Bow Down To Willingham: A Review

A few weeks ago, I was contacted by author Derek Johnson. I was asked if I would like a copy of his new book, Bow Down To Willingham (subtitled: How White Guilt Enabled A Secretly Malicious Coach to Destroy the Once-Mighty Washington Huskies.) My curiosity was already encouraged back in April when I had first heard about the book, so naturally I responded back and here we are.

I was interested in seeing how this book and its author related to Notre Dame fans in this affair. I was both surprised and unsurprised at the book and its findings. Because this is a Notre Dame Football website, my “review” will mainly be from that vantage point.
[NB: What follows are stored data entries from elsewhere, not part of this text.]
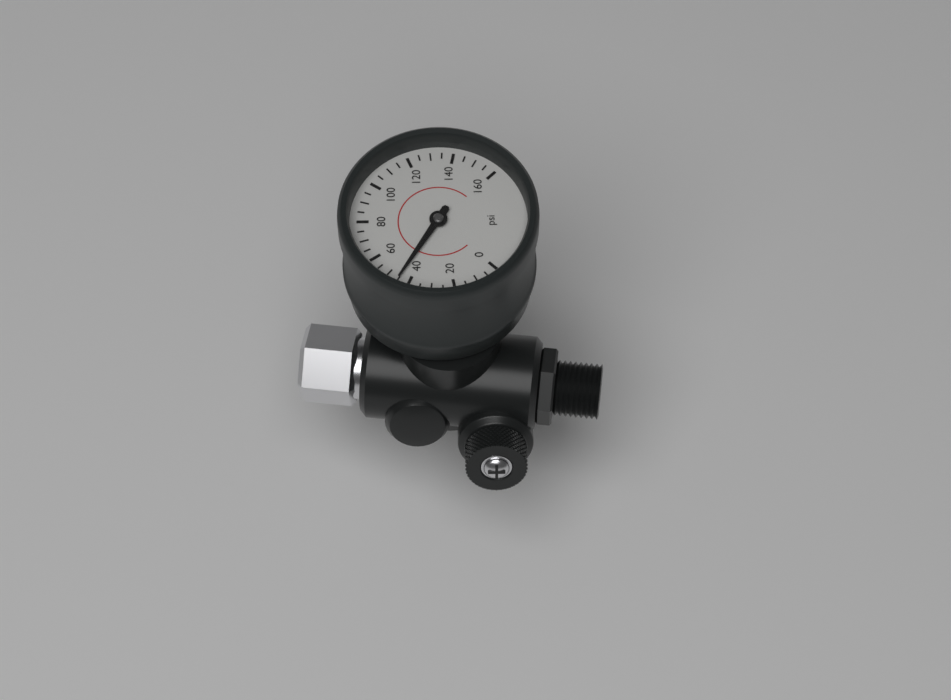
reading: 45 psi
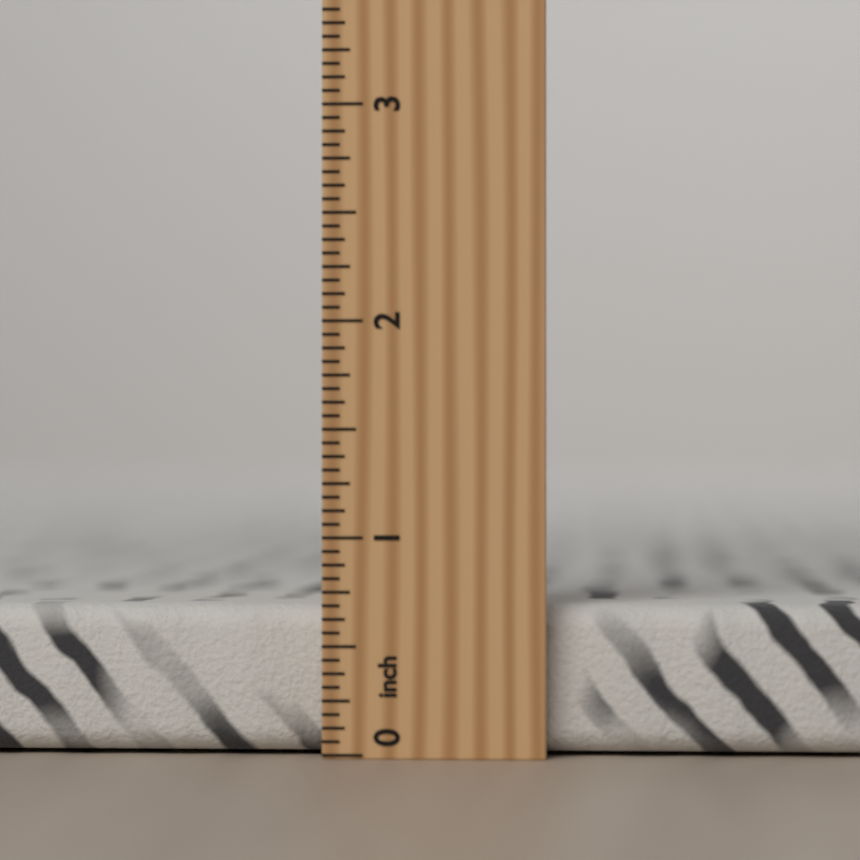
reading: 0.6875 inch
In many ways, Mr. Johnson vindicates Notre Dame’s dismissal of Tyrone Willingham. Throughout the book, a vast majority of the material came from interviews with former players at Washington that were there during the Willingham era. The common themes that came from those players were:

  • Ty’s arrogance.
  • Ty’s inability to communicate clearly.
  • Ty’s lack of effort in recruiting.
  • Ty’s lack of coaching.

According to this book, he lost the team very early, and never showed them much for their efforts. His lack of actual coaching in practice was a huge topic that seemed to bother everyone. They spoke of him practicing his golf swing at practice and talking about Tiger Woods more than X’s and O’s.

Overall, this book describes how poor of a coach Ty Willingham actually had been. Grounds for anyone to be fired- regardless of race.

Speaking of race…

Willingham’s tenure and firing from Notre Dame was as racially charged of a topic as we have seen in college football for quite some time. The book does nothing to dismiss that fact, nor does it give it any credence. The situation at Washington, however, suggests that Willingham was hired solely on the grounds of the color of his skin as well as why he was given an “extra” year to coach for Washington. This is in contrast to what Notre Dame did.

Notre Dame hired a coach who was “successful” at another academically elite school in the FBS, and when he was found to be lacking on the football field he was fired quickly. Nothing about the ND hire/fire even smelled of race other than the fact that Ty was the first black head coach at the school in its history. According to this book, Willingham was to be propped up as the showpiece for just how “progressive” Washington was going to be. The book also suggested that the media backlash from the ND episode slowed down any process that would have caused the firing of Ty at Washington.

Towards the end of the book, the author really hammers down on the race issue and even uses Bush/Obama comparisons. I felt that those type of comparisons were unnecessary and that the material from the players and the actions of the Washington administration were enough to prove his point.

I recommend that readers of Subway Domer read this book. If nothing else, it gives us vindication of a Notre Dame firing that caused a lot of media witch-hunts on the University. 

There is a major problem with college football as it pertains to minority head coaches. There aren’t nearly enough of them. That is fact. What is also fact, is that Willingham doesn’t deserve to be one of them.  

Derek Johnson Books 

About The Subway Domer

Warlord and Emperor of the Subway Alumni... also, I do this "dad" thing pretty damn well.